Booking
Understanding Smart Scheduling
How Chimera Fills Your Schedule Efficiently
Chimera does more than show open slots. The booking engine uses several strategies to help patients book conveniently while keeping your providers’ schedules compact and productive.
Recommended Slot Badges
When patients browse available times, some slots display a “Recommended” badge. These are time slots directly adjacent to an existing appointment on that provider’s schedule.
Why this matters: Without guidance, patients tend to pick isolated times (e.g., 2:00 PM when the only other appointment is at 9:00 AM). This creates gaps in the schedule that are too short for another appointment but too long to be useful.
By nudging patients toward adjacent slots, Chimera helps:
- Reduce dead time between appointments
- Keep providers busy during continuous blocks
- Leave larger open windows that can fit additional bookings
Recommended badges are subtle suggestions, not restrictions. Patients can still pick any available slot.
First Available Path
The “First Available” booking path is the fastest way for patients to book and the most efficient for your schedule:
- The patient selects an appointment type
- Chimera scans all eligible providers’ availability
- The soonest available slots are presented across all providers
- The patient picks one and proceeds to confirmation
This path is ideal for:
- New patients who have no provider preference
- Urgent or routine visits where the date matters more than the provider
- Maximizing utilization across your team
How “soonest” is calculated: The engine checks each provider’s next available slot (accounting for existing bookings, blocked times, time restrictions, and minimum advance hours) and ranks them chronologically.
15-Minute Slot Intervals
All availability is divided into 15-minute intervals. A 30-minute appointment occupies two consecutive slots; a 60-minute appointment occupies four.
This means:
- A provider available 9:00 AM - 12:00 PM has 12 potential start times for a 15-minute appointment
- A 45-minute appointment starting at 10:15 AM would occupy 10:15, 10:30, 10:45, and end at 11:00
- Slots overlapping with existing bookings are automatically removed
Minimum Advance Hours
Each provider’s minimum advance hours setting prevents last-minute bookings:
- 24 hours (common default): patients must book at least a day ahead
- 2 hours: allows near-same-day booking for urgent visits
- 48 hours: gives the office time to prepare for specialized appointments
The booking engine hides any slot that falls within the advance window.
Time Restriction Filtering
When appointment types have time restrictions, the engine only shows slots within those windows:
- Cleanings restricted to mornings: a provider available until 5 PM will only show cleaning slots up to the restriction end time (e.g., 12:00 PM)
- Per-provider overrides take precedence over clinic-wide defaults
How It All Works Together
When a patient selects a type and browses times, the engine runs through this sequence:
- Start with provider availability — weekly time blocks for the selected date
- Subtract blocked times — vacations, recurring blocks
- Subtract existing bookings — confirmed appointments already on the schedule
- Apply time restrictions — if the type has day/time windows, filter to those
- Apply minimum advance hours — remove slots too close to now
- Mark recommended slots — highlight slots adjacent to existing bookings
- Display to patient — available slots with recommended badges
This happens in real time for each date the patient views.
Timezone Handling
Patients see available times in their selected timezone. Chimera supports four US timezones:
- Eastern (ET)
- Central (CT)
- Mountain (MT)
- Pacific (PT)
The clinic’s timezone (set in Settings) is the source of truth. Slot calculations happen in the clinic’s timezone, then display in the patient’s chosen timezone.
Tip: The “First Available” path combined with recommended slot badges is the most schedule-efficient combination. Consider making it the default suggestion for new patients who do not have a provider preference.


**Prompt**
Begin at the line that holds "What elements are" and retype every line through the end of the material, both included. Leave out the pictures.

**Task input**
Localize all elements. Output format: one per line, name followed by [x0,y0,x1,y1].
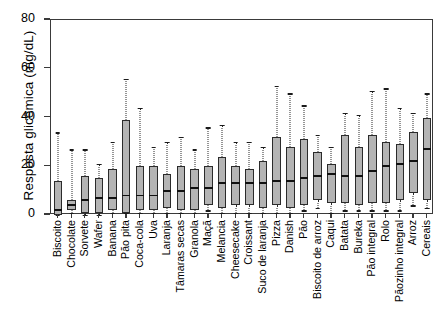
median-line [286,180,294,182]
whisker-upper [139,108,140,167]
median-line [423,148,431,150]
whisker-upper [221,125,222,157]
x-axis-label-text: Suco de laranja [256,220,268,294]
x-axis-label-text: Biscoito [51,220,63,257]
box-plot-item [382,20,390,215]
whisker-cap-upper [370,91,375,92]
x-axis-label-25: Pãozinho integral [399,138,411,220]
whisker-cap-upper [192,149,197,150]
x-axis-label-5: Pão pita [125,181,137,220]
whisker-upper [126,79,127,120]
y-tick-label: 40 [21,109,35,123]
x-axis-label-text: Maçã [201,220,213,246]
x-axis-label-text: Batata [338,220,350,251]
x-axis-label-1: Chocolate [71,172,83,220]
x-axis-label-12: Melancia [221,178,233,220]
x-axis-label-8: Laranja [166,185,178,220]
whisker-cap-upper [356,115,361,116]
whisker-upper [372,91,373,135]
whisker-cap-upper [315,135,320,136]
whisker-cap-upper [97,164,102,165]
whisker-upper [167,142,168,174]
whisker-cap-upper [343,113,348,114]
x-axis-label-text: Pão [297,220,309,239]
box-plot-item [300,20,308,215]
x-axis-label-3: Wafer [98,192,110,220]
whisker-cap-upper [425,93,430,94]
x-axis-label-text: Cheesecake [229,220,241,279]
x-axis-label-text: Laranja [160,220,172,255]
x-axis-label-text: Pizza [270,220,282,246]
whisker-upper [358,115,359,147]
y-tick-label: 20 [21,157,35,171]
x-axis-label-16: Pizza [276,194,288,220]
x-axis-label-text: Caqui [324,220,336,248]
median-line [341,175,349,177]
box-iqr [382,142,390,203]
x-axis-label-text: Chocolate [65,220,77,268]
x-axis-label-17: Danish [289,187,301,220]
x-axis-label-text: Cereais [420,220,432,257]
whisker-cap-upper [179,137,184,138]
whisker-cap-upper [56,132,61,133]
whisker-cap-upper [384,88,389,89]
x-axis-label-10: Granola [194,182,206,220]
x-axis-label-text: Granola [188,220,200,258]
x-axis-label-text: Bureka [352,220,364,254]
x-axis-label-text: Biscoito de arroz [311,220,323,299]
x-axis-label-2: Sorvete [84,183,96,220]
whisker-cap-upper [329,147,334,148]
x-axis-label-text: Rolo [379,220,391,242]
median-line [300,177,308,179]
whisker-cap-upper [165,142,170,143]
whisker-upper [153,147,154,167]
y-tick-label: 60 [21,60,35,74]
x-axis-label-text: Pãozinho integral [393,220,405,302]
whisker-upper [112,142,113,169]
whisker-cap-upper [411,113,416,114]
x-axis-label-22: Bureka [358,186,370,220]
x-axis-label-13: Cheesecake [235,161,247,220]
median-line [382,165,390,167]
x-axis-label-0: Biscoito [57,183,69,220]
whisker-cap-upper [397,108,402,109]
whisker-upper [249,142,250,169]
whisker-cap-upper [83,149,88,150]
whisker-cap-upper [124,79,129,80]
x-axis-label-26: Arroz [412,195,424,220]
whisker-upper [98,164,99,179]
x-axis-label-text: Coca-cola [133,220,145,268]
x-axis-label-text: Uva [147,220,159,239]
whisker-cap-upper [69,149,74,150]
x-axis-label-6: Coca-cola [139,172,151,220]
x-axis-label-27: Cereais [426,183,438,220]
whisker-upper [331,147,332,164]
x-axis-label-11: Maçã [207,194,219,220]
whisker-upper [208,127,209,166]
x-axis-label-text: Danish [283,220,295,253]
whisker-upper [276,86,277,137]
box-plot-item [286,20,294,215]
box-plot-figure: Resposta glicêmica (mg/dL) 020406080 Bis… [0,0,438,324]
x-axis-label-15: Suco de laranja [262,146,274,220]
whisker-upper [290,93,291,147]
whisker-upper [304,105,305,139]
y-tick-label: 0 [28,206,35,220]
x-axis-label-text: Sorvete [78,220,90,257]
x-axis-label-text: Melancia [215,220,227,262]
whisker-cap-upper [220,125,225,126]
x-axis-label-24: Rolo [385,198,397,220]
box-iqr [300,139,308,205]
box-plot-item [341,20,349,215]
x-axis-label-19: Biscoito de arroz [317,141,329,220]
x-axis-label-4: Banana [112,183,124,220]
whisker-cap-upper [302,105,307,106]
whisker-upper [57,132,58,181]
x-axis-label-text: Arroz [406,220,418,245]
whisker-cap-upper [288,93,293,94]
x-axis-label-20: Caqui [330,192,342,220]
whisker-upper [427,93,428,117]
whisker-upper [194,149,195,169]
whisker-upper [413,113,414,133]
x-axis-label-text: Banana [106,220,118,257]
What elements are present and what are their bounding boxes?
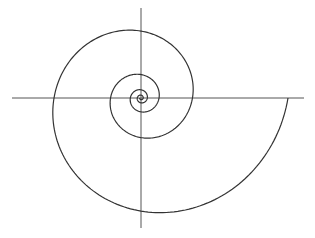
spiral-diagram xyxy=(0,0,315,238)
logarithmic-spiral-curve xyxy=(53,30,288,212)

**Response area**
What elements are present and what are their bounding boxes?
spiral-diagram xyxy=(0,0,315,238)
logarithmic-spiral-curve xyxy=(53,30,288,212)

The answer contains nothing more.